| Review of: | Policy Bureaucracy: Government with a Cast of Thousands by Edward C. Page, Bill Jenkins |
|---|---|
| Reviewed By: | Kwangho Jung |
| Reviewed in: | Governance |
| Date accepted online: | 14/01/2008 |
| Published in print: | Volume 20, Issue 03, Pages 545-556 |
Book Reviews
This book, relying on extensive (140 of them) interviews with British civil servants, explores a variety of policy roles for middle-level bureaucrats. Despite many important studies concerning bureaucracy and policy processes, a variety of specific policy activities, particularly among mid-level bureaucrats, have been neglected in studies of public administration and public policy. Many research questions had therefore remained unanswered.
Page and Jenkins explore these neglected policy roles of middle-level bureaucrats through interview research and by drawing on sociological theories of bureaucracy developed by Max Weber and Alvin Gouldner. According to Page and Jenkins, "Much policy work is usually conducted with few direct and specific instructions from ministers and senior officials. Since ministers do not give a detailed steer of all the things in the policy process, bureaucrats should produce precise legal clauses, specific regulations, and various forms of protocols about how policies should work in practice" (79). In the book, three types of policy roles emerge: (1) a production role in making policy drafts and documents, (2) a maintenance role in tending and managing policies, and (3) a service role in offering knowledge and skills to those involved in the policy process.

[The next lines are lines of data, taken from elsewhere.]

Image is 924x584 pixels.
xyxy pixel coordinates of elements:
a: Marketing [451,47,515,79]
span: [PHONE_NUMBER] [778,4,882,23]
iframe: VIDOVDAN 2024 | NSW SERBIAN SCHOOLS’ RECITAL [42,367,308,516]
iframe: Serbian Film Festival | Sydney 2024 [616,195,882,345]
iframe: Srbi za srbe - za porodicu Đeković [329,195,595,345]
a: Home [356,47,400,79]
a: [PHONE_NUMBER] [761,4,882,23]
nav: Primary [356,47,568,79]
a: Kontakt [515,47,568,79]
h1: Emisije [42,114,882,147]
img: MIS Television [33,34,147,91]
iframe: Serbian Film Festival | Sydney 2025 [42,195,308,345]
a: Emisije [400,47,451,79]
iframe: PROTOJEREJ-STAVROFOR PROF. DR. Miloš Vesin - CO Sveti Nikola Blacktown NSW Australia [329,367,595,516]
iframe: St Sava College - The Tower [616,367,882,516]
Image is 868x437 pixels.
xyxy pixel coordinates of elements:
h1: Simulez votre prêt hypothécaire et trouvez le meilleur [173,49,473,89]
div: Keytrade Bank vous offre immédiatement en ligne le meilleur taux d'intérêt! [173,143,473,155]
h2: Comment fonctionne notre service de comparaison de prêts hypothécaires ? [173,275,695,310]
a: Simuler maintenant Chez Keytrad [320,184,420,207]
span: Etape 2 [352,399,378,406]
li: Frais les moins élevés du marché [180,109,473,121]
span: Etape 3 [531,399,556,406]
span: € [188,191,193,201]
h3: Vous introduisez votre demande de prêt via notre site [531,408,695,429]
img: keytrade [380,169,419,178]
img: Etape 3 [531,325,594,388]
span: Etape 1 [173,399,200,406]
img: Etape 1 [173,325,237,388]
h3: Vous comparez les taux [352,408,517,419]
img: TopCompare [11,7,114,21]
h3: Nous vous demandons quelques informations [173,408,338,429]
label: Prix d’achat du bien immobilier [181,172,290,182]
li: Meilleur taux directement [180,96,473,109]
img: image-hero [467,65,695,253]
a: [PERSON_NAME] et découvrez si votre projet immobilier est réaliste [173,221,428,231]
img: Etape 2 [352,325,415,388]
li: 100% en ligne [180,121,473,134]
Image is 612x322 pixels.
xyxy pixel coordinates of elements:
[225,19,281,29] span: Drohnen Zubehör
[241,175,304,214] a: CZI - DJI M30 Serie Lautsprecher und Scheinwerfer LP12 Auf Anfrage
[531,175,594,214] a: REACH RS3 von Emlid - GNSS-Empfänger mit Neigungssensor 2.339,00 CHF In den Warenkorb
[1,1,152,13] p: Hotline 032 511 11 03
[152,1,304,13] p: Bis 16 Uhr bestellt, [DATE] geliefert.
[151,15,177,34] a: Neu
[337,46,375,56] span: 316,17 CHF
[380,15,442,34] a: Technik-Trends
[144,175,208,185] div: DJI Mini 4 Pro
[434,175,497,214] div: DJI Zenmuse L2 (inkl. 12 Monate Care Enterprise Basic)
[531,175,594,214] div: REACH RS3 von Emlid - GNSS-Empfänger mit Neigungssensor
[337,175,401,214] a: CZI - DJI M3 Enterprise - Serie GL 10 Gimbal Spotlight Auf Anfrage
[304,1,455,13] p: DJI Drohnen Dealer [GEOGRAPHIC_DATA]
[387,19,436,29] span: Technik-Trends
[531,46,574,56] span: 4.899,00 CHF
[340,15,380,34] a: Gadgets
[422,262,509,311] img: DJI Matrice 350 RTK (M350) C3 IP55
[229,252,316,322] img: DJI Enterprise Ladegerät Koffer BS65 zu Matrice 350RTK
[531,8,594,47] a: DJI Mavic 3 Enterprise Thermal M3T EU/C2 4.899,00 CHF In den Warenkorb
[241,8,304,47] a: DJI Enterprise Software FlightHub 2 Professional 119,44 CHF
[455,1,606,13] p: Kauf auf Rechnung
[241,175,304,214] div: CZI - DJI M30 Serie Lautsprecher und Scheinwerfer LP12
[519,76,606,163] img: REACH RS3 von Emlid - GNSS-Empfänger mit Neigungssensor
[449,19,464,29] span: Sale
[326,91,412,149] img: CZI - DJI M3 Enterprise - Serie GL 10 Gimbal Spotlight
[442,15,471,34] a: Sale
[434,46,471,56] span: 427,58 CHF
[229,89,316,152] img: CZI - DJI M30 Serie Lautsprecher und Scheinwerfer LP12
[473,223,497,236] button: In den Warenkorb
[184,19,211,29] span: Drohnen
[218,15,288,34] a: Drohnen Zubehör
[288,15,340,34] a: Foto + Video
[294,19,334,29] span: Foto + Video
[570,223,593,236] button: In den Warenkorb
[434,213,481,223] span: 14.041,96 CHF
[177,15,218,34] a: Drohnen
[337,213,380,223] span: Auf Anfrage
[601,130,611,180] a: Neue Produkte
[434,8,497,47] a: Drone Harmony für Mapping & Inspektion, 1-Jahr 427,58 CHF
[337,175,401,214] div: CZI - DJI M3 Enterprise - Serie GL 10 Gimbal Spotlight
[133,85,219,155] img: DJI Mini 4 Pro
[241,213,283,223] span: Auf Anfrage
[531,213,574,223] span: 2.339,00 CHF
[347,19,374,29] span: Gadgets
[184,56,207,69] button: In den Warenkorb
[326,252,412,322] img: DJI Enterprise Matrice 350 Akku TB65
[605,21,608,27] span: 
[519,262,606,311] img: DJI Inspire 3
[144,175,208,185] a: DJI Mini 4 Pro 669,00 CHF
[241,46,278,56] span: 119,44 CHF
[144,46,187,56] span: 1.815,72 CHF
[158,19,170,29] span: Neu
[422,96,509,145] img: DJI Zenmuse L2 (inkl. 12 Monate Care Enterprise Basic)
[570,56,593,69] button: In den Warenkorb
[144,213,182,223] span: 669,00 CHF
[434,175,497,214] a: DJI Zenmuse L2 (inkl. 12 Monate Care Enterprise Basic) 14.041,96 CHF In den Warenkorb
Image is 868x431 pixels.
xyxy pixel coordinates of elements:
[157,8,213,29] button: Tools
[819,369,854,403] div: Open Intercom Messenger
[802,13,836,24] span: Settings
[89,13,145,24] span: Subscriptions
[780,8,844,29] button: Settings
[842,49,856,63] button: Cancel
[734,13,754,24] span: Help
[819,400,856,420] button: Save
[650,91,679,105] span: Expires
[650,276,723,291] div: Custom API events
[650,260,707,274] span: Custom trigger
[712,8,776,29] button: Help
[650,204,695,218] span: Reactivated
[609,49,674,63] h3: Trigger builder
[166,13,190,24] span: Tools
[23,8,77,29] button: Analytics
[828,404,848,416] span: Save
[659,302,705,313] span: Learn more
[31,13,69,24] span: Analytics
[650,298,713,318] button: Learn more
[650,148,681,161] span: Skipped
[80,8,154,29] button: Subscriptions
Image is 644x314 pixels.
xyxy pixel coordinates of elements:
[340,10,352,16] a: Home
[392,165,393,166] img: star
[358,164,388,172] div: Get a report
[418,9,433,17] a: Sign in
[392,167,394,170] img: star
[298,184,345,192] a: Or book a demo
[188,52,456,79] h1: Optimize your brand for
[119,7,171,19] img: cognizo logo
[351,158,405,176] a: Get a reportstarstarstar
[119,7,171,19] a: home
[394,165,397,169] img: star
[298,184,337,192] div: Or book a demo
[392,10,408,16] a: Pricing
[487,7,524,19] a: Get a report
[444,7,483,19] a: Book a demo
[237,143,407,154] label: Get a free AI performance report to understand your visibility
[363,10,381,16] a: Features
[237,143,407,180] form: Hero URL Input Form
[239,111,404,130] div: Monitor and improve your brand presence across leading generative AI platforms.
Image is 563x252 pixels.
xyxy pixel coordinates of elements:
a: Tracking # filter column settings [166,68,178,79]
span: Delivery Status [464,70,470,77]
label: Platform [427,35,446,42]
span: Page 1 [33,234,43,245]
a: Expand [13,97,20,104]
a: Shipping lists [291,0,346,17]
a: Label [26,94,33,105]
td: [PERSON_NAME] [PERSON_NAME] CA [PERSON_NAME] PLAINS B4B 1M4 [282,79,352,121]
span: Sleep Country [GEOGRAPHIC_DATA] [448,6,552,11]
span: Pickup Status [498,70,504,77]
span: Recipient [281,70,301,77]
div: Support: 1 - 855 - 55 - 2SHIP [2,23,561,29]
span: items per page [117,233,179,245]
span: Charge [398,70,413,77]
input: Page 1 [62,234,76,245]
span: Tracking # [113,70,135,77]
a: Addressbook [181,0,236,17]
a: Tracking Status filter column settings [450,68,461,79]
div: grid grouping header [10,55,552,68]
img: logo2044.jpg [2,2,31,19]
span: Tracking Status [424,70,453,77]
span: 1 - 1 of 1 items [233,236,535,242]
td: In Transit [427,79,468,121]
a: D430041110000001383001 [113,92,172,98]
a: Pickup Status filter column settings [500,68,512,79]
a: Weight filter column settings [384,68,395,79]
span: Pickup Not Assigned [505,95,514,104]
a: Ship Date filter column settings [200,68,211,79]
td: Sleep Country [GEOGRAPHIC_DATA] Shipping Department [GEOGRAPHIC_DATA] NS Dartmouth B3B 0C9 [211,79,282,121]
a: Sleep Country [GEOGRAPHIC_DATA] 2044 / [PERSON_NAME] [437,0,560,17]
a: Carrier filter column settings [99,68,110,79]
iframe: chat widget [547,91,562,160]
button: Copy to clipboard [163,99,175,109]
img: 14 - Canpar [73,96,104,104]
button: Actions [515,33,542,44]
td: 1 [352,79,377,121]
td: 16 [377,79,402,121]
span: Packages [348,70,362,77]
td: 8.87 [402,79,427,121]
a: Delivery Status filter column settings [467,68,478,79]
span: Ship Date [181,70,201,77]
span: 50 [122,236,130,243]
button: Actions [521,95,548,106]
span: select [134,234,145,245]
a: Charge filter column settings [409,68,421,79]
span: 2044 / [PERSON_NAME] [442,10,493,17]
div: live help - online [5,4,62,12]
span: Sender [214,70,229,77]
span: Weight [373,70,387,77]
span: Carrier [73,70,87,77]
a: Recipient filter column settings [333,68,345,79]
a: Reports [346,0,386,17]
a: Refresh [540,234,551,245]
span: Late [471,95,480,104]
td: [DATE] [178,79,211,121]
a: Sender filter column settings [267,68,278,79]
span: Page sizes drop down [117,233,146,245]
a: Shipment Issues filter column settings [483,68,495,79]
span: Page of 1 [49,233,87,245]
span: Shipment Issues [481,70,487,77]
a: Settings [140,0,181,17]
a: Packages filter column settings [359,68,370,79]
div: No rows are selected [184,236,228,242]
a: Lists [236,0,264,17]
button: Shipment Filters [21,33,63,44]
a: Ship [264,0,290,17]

Chapter 2 provides a basic description of middle-ranking officials with diverse career pathways and frequent mobility. Chapters 3 and 4 show how policy bureaucracies perceive policy work to be different from other forms of civil service work such as casework, operations, and implementation (55-56). This is where Page and Jenkins introduce their three roles and the interactions among them. Chapter 5 demonstrates how much policy work is conducted with few direct and specific instructions from ministers. Rather policy work is guided by five factors in the UK bureaucracy: the perceived thrust of government policy, experience derived from frequent interaction with a minister, departmental priorities derived from departmental practice over the years, the use of government documents, and a consensual solution to a policy problem.
Chapter 6 challenges prevailing academic frameworks of how bureaucrats influence policymaking. The chapter contends that agency theory does not fit well with explaining the trade-off between hierarchy and expertise. The finding that "the middle-ranking officials do their best to develop policy tools or measures that will meet what they perceive as their political masters' priorities and intentions" (183) seems to contradict bureaucratic behaviors derived from agency theory. The relationships between ministers and middle-ranking officials in the Whitehall bureaucracy involve the cooperative aspects of policy roles. The civil servants are viewed as good stewards and team players.
An inherent tension between expertise and hierarchy in bureaucracy is a classic question in the study of modern bureaucracy. There are many theoretical models to explain the tension in political systems across different countries. Page and Jenkins suggest that the norm-based approach is particularly relevant in explaining the conflict between hierarchy and expertise in the UK bureaucracy, where both invited authority and improvised expertise are key factors to resolving such conflict. Both the substantial delegation of policymaking to the civil servants and ministerial approval are seen to be a solution to the tensions among them. The Whitehall-based policy bureaucracy seems to contrast with Weberian conceptions of bureaucracy. As Page and Jenkins write, "The informal relations and flattened hierarchies in UK policy making contrasts with the apparent 'top-down' model based on the Prussian bureaucracy at the turn of the century" (181). Indeed, the tensions between hierarchy and expertise vary across countries.
Page and Jenkins believe that understanding bureaucratic reality does not necessarily conform to the application of theoretical models and the testing of hypotheses with empirical data. They argue that survey research is not necessary to unravel the nature of policy bureaucracy and emphasize instead that interviews with civil servants are likely to provide more relevant and context-specific facts regarding policymaking activities among civil servants and their political masters. The information or data from this book tend toward the impressionistic and anecdotal, and no hypotheses are tested.